Jane, their mother, would have been an unfashionably doting mother, even as she had been an unfashionably devoted wife.

Certainly Benison of all Kindred, with his notorious doting on Aunt Bedelia, would understand and acquiesce.

Grandfather Benjamin doted on his sons, and wanted them to learn the button business, but Adelia had loftier aims.
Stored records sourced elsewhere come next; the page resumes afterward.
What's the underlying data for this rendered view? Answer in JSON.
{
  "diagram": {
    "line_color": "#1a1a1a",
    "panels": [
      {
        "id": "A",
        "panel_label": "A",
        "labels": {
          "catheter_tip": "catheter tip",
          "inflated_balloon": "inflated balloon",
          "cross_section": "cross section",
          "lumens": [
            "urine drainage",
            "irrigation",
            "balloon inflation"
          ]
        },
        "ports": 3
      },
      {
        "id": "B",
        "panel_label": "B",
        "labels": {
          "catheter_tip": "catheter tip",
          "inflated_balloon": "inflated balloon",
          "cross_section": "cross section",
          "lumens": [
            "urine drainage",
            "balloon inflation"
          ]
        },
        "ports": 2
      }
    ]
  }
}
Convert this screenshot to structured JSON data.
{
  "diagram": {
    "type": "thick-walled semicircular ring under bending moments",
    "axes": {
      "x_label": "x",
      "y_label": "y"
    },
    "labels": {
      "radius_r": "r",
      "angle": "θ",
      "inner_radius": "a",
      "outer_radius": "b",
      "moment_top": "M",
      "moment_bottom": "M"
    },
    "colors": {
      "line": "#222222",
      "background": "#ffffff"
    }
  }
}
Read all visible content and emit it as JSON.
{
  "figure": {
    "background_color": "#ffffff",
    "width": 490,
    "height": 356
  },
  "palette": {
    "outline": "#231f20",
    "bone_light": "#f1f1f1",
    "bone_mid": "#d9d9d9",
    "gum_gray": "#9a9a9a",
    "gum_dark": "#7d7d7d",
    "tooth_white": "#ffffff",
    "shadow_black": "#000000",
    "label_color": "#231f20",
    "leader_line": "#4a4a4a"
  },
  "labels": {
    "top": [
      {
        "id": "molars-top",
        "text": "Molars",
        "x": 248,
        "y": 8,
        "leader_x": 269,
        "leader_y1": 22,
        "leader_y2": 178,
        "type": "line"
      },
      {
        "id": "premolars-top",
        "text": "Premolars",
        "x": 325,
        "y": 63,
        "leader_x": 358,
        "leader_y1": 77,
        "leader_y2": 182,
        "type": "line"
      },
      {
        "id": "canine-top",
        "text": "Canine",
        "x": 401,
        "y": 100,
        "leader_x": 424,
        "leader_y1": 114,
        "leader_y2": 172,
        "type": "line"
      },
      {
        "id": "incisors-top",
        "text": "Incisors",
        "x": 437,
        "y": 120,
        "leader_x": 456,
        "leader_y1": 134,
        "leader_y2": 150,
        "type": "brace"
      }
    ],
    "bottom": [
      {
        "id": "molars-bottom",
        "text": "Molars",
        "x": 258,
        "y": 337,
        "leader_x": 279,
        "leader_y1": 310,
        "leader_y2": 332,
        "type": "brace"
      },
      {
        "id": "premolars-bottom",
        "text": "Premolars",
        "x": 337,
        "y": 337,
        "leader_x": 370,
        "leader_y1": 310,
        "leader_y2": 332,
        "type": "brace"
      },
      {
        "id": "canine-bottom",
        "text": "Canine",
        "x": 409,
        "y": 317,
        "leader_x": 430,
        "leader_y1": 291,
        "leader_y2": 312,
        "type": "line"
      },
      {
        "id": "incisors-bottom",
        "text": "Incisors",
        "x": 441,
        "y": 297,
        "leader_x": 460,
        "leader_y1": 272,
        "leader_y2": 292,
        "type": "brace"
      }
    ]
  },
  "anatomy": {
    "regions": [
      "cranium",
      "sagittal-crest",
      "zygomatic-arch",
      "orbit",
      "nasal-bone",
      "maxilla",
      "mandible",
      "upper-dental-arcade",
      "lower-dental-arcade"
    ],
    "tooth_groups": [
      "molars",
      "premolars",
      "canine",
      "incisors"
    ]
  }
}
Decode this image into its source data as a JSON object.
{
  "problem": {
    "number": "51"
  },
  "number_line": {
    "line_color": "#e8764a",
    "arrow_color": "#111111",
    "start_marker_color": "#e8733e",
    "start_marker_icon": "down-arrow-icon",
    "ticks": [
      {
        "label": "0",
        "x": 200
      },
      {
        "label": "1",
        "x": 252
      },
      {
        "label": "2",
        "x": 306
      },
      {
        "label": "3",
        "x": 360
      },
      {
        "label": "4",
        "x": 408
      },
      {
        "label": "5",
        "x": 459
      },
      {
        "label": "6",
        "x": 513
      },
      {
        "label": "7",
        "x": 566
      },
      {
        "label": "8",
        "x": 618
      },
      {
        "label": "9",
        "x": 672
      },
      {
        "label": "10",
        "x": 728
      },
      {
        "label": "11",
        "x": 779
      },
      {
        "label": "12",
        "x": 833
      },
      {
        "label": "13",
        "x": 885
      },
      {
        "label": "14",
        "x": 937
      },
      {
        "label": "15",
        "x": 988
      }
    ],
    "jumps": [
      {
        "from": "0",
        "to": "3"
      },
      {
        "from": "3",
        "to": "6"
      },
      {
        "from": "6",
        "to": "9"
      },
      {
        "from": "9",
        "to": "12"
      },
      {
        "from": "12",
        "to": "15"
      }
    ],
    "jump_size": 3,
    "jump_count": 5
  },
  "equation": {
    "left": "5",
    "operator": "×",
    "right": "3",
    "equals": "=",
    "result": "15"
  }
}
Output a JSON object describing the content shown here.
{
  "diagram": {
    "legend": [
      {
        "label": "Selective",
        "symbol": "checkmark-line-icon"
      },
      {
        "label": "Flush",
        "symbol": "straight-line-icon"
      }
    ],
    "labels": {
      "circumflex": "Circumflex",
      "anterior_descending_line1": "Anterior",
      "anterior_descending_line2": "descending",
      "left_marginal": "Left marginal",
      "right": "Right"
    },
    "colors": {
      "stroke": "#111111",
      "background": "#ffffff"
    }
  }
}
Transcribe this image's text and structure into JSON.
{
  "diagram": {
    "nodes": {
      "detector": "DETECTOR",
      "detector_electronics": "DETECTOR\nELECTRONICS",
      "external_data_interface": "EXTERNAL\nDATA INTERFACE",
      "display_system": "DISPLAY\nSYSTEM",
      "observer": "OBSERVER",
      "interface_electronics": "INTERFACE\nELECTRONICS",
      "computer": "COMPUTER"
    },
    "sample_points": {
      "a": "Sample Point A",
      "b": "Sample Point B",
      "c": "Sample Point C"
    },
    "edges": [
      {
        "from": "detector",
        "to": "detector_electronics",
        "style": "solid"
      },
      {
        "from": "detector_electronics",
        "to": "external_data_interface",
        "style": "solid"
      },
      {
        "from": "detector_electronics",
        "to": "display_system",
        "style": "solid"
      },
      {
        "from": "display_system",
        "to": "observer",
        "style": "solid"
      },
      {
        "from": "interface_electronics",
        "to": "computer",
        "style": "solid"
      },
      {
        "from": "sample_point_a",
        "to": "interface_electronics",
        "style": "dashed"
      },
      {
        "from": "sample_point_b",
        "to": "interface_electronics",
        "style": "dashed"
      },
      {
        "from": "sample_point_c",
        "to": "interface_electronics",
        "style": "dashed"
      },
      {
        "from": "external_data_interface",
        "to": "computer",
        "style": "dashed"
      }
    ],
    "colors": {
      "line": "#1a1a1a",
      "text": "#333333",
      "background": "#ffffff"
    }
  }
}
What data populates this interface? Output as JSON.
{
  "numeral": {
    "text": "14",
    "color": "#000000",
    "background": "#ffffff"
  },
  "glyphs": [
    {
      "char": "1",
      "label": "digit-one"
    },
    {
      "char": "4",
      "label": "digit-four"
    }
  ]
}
Then there were the Hoovers - the ivory-white Hoovers flushed with all the benefits of a doting society, the people of intelligence and position who slid through life plucking up the breaks as they dropped in their laps - who had nothing better to do with their lives than indulge their fantasies with harebrained schemes and crackpot notions and then feel they had the legal right to inflict their sick delusions on decent, law-abiding people.

Endymion, dazzled at the outset by Charis, had fallen violently in love with her, and was behaving, as even his doting parent was obliged to own, like a mooncalf, bestowing every degree of attention upon Charis, gazing adoringly at her, positively sitting in her pocket, and showing alarming signs of trying to fix his interest with her.

Hooper said, and in his doting, overattentive way he repeated that she was new to New York and was seeing this for the first time.

A pure-bred Pomeranian everyone hated except my mom, who really doted on the little turd.

Iza should have had many children, the old man thought, she dotes so much on the ones she has.